EUME
2023/ 2024

Zahiye Kundos

The Loss of the Muftī: Reimagining the Afterlife of Muḥammad ‘Abduh’s Islamic Modernism in Arabic Literature

Previous Fellowships: 2022/ 2023, 2021/ 2022, 2020/ 2021

Zahiye Kundos is a literary scholar, specializing in modern Islam, Arabic literature and the critique of modernity. She is completing her first book titled In the Name of God we Will be Modern (Once Again): The Re-Religious Turn of Jamāl al-Dīn al-Afghānī and Muhammad ʿAbduh and the Critique of European Modernity. In her current project, ‘The Afterlife of Muhammad ʿAbduh in Arabic Literature,’ which focuses on the Egyptian canon, Kundos demonstrates the influence of modern religious reforms on the development of Arabic literature. She is a member of the editorial advisory board at Political Theology Beyond, a public scholarship project from the journal Political Theology. In the academic year 2020/21, she was a EUME Fellow. Since then she continues to be affiliated with EUME during the academic years 2021-2023 with the support of the Minerva Foundation, and in 2023/24 as a research associate at Leibniz Institute for Jewish History and Culture – Simon Dubnow.

The Loss of the Muftī: Reimagining the Afterlife of Muḥammad ‘Abduh’s Islamic Modernism in Arabic Literature 

What starting point can we find for a discussion of being Muslim as a moral way of life in these times when the Arabic discourse is bruised and stuttering? To begin to answer this therapeutic question, this project suggests that, instead of studying religious knowledge, (ʿUlūm Al-Dīn) and literature (Adab), separately – as their ostensible mutual estrangement in modernity has led us to do – we turn our attention to the range of experiences that become available when we consider the dynamic and symbiotic historical interrelations between them. This project is an endeavor in this direction. It attends to allocate the polemics incited in the first decades of 20th-century Egypt between religious and secular writers from the point of view of the latter as registered in their literal productions, particularly that by Taha Hussein (d. 1973) surrounding Muḥammad ‘Abduh’s death (d. 1905). Alongside voicing the tensions and uncovering the drama created in the aftermath of ‘Abduh’s absence, the project aims to show the ways Hussein and his fellow intellectuals, looked up and back to ‘Abduh with awe and sobriety and sought to extricate textures of belonging with him and his agenda of reform.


Line count for "Sign": state how many lines of the listing below contain it, without anything else.

· · · · · · ·

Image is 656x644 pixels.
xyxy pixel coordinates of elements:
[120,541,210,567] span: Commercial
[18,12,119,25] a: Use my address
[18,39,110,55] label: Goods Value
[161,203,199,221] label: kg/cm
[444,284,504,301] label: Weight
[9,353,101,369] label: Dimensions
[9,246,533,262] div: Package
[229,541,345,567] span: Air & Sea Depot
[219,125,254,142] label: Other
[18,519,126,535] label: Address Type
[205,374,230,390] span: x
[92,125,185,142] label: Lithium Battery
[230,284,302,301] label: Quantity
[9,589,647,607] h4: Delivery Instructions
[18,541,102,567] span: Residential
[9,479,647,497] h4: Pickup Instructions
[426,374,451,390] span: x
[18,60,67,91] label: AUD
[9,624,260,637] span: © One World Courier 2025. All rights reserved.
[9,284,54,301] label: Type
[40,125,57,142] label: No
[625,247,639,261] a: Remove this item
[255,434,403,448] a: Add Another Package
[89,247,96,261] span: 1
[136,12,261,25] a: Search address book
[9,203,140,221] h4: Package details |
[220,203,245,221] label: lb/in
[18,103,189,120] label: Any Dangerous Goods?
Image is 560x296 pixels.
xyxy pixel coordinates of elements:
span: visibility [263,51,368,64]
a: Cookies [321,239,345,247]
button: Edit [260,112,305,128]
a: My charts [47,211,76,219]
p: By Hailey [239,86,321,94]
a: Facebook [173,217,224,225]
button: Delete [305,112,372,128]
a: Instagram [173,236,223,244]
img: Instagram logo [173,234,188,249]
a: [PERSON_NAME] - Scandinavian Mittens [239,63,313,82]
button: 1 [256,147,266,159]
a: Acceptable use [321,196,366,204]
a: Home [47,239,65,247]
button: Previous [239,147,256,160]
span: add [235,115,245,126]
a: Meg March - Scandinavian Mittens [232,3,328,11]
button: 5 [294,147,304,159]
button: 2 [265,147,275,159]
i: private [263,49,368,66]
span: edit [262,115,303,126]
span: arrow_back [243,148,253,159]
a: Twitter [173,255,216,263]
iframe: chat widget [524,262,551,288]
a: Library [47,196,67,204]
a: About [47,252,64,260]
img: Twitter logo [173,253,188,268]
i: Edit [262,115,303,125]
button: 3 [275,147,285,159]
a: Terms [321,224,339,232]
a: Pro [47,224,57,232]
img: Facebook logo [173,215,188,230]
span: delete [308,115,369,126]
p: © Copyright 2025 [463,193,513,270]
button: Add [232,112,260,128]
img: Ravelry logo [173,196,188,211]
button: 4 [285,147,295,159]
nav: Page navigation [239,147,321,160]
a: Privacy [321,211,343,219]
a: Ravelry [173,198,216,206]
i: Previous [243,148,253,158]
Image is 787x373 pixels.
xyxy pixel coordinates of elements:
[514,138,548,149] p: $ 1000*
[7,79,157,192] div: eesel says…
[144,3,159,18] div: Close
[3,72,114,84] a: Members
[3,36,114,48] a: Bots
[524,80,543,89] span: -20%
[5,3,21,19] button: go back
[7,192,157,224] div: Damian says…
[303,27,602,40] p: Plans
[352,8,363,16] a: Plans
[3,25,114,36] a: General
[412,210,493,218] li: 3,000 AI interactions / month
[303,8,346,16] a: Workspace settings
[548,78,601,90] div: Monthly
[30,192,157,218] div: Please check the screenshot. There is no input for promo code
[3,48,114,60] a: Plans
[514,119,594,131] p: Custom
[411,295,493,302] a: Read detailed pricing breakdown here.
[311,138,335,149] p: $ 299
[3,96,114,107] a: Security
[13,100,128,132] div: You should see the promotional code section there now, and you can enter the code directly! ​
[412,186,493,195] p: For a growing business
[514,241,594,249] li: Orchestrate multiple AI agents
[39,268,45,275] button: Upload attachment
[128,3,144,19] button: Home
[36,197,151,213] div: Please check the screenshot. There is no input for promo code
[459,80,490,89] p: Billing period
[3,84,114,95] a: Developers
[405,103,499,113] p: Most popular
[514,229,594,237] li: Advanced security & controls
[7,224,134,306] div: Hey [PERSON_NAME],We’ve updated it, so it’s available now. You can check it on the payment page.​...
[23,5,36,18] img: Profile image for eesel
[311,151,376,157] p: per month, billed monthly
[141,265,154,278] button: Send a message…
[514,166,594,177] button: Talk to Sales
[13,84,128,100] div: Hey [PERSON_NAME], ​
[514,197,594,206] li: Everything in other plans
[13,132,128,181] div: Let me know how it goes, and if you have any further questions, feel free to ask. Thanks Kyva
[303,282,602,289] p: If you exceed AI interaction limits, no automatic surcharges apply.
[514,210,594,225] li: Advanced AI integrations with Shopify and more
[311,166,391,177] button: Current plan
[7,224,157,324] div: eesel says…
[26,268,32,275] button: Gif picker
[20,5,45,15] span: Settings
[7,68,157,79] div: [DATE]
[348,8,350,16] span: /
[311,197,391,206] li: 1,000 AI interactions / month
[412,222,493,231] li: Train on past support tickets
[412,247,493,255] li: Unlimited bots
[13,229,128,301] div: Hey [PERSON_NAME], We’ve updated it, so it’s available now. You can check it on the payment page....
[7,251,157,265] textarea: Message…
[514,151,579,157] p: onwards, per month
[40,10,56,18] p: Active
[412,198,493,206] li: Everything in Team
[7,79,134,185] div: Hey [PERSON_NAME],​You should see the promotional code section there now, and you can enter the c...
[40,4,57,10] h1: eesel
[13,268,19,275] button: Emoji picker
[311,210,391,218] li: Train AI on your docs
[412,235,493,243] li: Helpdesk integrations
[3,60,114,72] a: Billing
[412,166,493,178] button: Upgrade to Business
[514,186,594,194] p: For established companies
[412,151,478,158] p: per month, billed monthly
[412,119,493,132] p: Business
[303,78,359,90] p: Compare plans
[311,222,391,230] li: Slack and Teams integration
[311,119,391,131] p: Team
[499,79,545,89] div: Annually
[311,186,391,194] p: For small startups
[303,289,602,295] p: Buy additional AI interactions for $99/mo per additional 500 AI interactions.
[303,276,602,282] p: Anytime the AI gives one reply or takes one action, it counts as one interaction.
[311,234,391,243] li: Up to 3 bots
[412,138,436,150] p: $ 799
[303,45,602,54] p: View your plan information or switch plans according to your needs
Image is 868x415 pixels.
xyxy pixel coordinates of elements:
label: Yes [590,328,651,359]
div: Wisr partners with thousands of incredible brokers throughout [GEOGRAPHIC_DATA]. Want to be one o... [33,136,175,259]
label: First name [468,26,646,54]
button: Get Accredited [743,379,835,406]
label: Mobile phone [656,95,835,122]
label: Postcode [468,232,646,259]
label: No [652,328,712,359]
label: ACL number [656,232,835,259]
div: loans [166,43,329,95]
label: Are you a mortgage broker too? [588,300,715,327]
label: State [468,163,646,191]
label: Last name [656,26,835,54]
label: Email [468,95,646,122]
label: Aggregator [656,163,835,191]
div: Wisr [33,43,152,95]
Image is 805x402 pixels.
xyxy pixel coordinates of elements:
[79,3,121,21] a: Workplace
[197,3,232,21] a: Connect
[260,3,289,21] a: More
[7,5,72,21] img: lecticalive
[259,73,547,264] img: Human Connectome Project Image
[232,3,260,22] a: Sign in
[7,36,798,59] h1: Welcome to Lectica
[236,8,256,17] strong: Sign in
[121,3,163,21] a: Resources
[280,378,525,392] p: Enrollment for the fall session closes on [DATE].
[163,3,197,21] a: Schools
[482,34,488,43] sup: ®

· · · · · · ·

_Answer_
2